Yes, you wouldn’t want to cut it off short, now would you? :)
In response to our Dish RIP post, a reader titles her email “NOOOOOOOOOOOOOOOOOOOOOOO, Ctd”:
Ugh. I had a sliver of hope and now it’s gone. I understand, but man, this sucks bad. I knew there was a chance you’d go through with leaving, so I’ve been looking around at other places to look for this great balance between current events, news, opinion – and nothing. The Atlantic maybe comes the closest (which by the way, I only heard about because of the Dish), but it’s not the same. Will definitely miss you guys. This is such a bummer. Starting to hit me now. Uggggh.
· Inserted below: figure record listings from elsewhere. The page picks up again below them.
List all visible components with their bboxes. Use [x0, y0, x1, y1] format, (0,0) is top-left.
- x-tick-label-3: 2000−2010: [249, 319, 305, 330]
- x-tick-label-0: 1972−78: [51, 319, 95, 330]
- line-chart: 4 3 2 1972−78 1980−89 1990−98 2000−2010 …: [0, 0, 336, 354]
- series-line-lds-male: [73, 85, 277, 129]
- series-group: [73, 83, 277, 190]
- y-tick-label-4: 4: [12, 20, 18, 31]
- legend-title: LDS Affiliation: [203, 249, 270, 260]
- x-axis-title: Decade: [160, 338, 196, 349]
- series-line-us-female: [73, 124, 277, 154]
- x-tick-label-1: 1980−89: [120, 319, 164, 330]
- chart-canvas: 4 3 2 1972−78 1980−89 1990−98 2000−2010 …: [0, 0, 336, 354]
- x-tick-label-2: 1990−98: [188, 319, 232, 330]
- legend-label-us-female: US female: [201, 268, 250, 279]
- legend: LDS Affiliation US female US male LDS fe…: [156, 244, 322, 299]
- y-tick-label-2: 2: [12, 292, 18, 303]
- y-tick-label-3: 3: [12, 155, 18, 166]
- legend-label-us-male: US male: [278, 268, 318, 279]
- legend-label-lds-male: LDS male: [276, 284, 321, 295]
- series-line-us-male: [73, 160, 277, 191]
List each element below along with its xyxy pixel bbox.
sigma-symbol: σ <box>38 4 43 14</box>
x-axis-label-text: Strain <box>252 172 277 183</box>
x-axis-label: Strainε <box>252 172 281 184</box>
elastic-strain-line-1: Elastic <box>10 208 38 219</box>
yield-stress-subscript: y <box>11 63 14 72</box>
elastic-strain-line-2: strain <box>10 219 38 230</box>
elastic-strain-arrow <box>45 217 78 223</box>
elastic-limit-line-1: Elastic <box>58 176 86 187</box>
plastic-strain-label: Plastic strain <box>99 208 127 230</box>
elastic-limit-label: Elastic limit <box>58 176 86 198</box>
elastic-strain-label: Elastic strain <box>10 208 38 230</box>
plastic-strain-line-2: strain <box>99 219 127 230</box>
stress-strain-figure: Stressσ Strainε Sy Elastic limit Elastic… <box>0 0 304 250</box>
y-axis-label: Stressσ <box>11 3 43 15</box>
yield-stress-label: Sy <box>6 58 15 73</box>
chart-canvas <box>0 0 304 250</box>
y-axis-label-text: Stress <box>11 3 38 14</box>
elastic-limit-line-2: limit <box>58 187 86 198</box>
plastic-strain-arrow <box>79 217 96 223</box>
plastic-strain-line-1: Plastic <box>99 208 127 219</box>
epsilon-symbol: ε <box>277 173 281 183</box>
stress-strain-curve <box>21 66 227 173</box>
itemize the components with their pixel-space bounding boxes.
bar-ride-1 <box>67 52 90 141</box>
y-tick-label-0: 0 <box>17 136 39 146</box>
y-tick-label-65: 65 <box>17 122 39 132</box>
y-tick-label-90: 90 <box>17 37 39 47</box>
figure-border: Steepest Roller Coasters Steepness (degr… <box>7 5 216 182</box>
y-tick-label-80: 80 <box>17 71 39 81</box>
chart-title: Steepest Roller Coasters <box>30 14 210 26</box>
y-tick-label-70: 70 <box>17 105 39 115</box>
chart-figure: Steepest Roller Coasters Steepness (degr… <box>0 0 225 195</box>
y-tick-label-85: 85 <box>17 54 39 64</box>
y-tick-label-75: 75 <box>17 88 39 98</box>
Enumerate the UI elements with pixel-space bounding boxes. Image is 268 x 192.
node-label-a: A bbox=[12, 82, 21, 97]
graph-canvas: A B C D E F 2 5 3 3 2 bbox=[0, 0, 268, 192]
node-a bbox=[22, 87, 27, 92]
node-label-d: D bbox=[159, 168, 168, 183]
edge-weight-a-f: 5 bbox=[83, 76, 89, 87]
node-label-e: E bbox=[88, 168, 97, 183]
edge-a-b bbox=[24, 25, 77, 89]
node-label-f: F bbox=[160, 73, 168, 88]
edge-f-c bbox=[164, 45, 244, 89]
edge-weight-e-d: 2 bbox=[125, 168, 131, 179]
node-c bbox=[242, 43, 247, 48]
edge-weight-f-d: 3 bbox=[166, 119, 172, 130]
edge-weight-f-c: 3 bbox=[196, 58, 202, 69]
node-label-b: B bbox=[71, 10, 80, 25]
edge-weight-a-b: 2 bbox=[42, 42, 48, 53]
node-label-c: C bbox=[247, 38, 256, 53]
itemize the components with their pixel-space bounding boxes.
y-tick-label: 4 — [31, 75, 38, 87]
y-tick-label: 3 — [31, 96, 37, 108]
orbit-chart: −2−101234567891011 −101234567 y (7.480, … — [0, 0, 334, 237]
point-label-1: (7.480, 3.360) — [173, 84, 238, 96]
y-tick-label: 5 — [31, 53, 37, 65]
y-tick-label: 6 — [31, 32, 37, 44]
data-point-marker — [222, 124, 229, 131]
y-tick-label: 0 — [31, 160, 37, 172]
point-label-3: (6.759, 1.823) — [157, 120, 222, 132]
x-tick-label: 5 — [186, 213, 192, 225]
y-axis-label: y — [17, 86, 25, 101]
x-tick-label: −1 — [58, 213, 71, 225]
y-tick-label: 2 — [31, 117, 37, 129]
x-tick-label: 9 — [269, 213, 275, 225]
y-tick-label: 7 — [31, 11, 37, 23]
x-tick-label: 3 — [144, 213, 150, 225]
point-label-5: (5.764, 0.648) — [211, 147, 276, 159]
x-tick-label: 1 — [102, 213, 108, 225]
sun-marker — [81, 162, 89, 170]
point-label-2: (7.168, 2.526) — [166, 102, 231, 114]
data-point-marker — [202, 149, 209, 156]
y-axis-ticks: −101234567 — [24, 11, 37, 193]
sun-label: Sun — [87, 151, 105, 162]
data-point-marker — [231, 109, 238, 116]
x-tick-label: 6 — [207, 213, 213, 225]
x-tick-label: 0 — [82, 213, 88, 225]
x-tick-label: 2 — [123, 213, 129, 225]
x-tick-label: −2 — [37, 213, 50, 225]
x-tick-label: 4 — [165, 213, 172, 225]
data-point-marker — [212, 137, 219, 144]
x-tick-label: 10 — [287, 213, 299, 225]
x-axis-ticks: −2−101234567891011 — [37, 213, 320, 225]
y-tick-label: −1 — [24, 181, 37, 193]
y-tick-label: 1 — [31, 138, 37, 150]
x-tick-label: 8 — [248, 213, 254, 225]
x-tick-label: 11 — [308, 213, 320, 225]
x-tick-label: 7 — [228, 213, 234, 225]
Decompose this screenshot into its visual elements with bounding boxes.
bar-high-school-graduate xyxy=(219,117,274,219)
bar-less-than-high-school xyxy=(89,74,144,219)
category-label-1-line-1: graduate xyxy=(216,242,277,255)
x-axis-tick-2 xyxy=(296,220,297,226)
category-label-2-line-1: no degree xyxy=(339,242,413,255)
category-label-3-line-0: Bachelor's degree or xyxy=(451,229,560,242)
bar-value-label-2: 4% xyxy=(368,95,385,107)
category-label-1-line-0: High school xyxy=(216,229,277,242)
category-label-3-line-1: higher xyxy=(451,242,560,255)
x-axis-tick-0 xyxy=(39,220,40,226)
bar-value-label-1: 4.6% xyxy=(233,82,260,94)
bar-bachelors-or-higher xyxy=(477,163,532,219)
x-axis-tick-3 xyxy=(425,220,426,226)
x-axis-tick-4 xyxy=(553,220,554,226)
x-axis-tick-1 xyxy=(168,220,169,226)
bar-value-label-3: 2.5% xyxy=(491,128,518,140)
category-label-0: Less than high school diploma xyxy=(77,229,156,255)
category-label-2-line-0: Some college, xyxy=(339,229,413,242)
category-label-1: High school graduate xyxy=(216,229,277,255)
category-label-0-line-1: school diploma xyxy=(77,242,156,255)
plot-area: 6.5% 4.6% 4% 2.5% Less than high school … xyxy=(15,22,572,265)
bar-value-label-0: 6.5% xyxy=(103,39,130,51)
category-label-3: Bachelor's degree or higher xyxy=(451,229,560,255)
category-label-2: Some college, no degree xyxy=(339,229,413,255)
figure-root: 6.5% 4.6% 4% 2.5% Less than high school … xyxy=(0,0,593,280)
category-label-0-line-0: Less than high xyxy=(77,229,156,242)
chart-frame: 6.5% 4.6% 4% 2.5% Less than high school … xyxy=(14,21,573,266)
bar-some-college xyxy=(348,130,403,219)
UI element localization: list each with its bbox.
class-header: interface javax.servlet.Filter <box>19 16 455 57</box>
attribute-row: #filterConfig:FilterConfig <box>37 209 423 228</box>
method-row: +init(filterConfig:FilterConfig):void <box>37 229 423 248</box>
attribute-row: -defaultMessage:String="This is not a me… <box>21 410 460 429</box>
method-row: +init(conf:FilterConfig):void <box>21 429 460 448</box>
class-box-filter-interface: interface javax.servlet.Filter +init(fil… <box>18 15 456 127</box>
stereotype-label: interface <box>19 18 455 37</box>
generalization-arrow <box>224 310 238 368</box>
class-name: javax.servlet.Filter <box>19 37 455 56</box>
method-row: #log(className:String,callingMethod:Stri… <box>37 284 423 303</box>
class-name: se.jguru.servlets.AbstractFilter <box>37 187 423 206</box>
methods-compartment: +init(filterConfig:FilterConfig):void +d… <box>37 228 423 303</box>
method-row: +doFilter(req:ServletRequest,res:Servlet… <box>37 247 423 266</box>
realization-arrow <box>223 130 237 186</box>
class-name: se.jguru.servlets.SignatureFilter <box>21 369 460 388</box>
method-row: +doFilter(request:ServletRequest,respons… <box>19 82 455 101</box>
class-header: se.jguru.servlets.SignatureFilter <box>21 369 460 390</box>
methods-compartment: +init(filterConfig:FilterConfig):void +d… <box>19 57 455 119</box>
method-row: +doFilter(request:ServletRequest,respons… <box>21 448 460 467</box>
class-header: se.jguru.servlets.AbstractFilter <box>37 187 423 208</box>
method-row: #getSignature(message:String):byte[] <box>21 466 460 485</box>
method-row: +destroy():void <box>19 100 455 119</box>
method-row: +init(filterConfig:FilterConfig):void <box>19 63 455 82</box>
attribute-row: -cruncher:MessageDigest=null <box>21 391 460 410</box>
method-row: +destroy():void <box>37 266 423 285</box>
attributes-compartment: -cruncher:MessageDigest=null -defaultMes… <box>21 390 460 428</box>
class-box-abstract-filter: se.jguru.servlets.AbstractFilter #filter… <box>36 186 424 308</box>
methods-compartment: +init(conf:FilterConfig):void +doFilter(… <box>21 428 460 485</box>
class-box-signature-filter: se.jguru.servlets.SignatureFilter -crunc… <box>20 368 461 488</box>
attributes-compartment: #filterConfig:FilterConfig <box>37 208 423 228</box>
It’s going to be painful for us too. The withdrawal signs are already setting in. Another reader:
I’ve been reading you since the very beginning. I’ve emailed a couple of times, but really nothing worth publishing. I’m going to miss The Dish immeasurably; it’s my #1 blog! And I suggest that there’s one more angle to the thread on suicide, i.e. Is Killing The Dish Selfish? (I ask this with tongue only partially embedded in cheek.)
Another reader on our “impending demise”:
Well, all I can say is I think you’re a bunch of pussies.
More like scrotums, as Dan would say. Another asks regarding this quick post, “The real mother of Trig is Rick Astley?” Another fell for it too:
Goddammit Sullivan. I was just about to write a nice email to wish you all the best and thank you for everything the blog has given me over the years. And then you Rickrolled me with this post. Fuck you and good riddance.
Or how another puts it:
....................../´¯/)
....................,/¯../
.................../..../
............./´¯/'...'/´¯¯`·¸
........../'/.../..../......./¨¯\
........('(...´...´.... ¯~/'...')
.........\.................'...../
..........''...\.......... _.·´
............\..............(
..............\.............\...
Heh. Another:
I HATE YOU I HATE YOU I HATE YOU!!!
(I love you I love you I love you please don’t go please don’t go!)
Another confesses, “What I hate the most is what it says about me that I clicked on that Trig click-bait.” Another:
I should have known I was about to be Rick rolled. Captain Ahab was not after gold. The poor mixing of metaphors should have been a clue. Well done though. I totally fell for it.
Another asks, “Is this end of blogging just a set up for the mother of all rick rolls?!?” Maybe if it were closer to April 1. One more reader for now:
Rick-rolled in the end. You suck. But I have to admit, I danced, and cried a little too. Really. It’s starting to sink in that Friday is the end of it all. I feel like I’m losing a brother, my online family, my home page, and one-stop shopping for almost everything that mattered. I just spent an hour visiting almost every sight on your blog reference list for a possible replacement. Nothing compares to The Dish. Damn it.
Best wishes to you all. Y’all really have no idea how much you mattered and the difference you made in my life. Please do use the list of emails you have and keep us updated. I would love to know where everyone ends up, what everyone writes, and that you are all thriving. My days will never be the same, but I’m smarter now, and glad to have been along for the ride.
You and 30,256 subscribers carried us.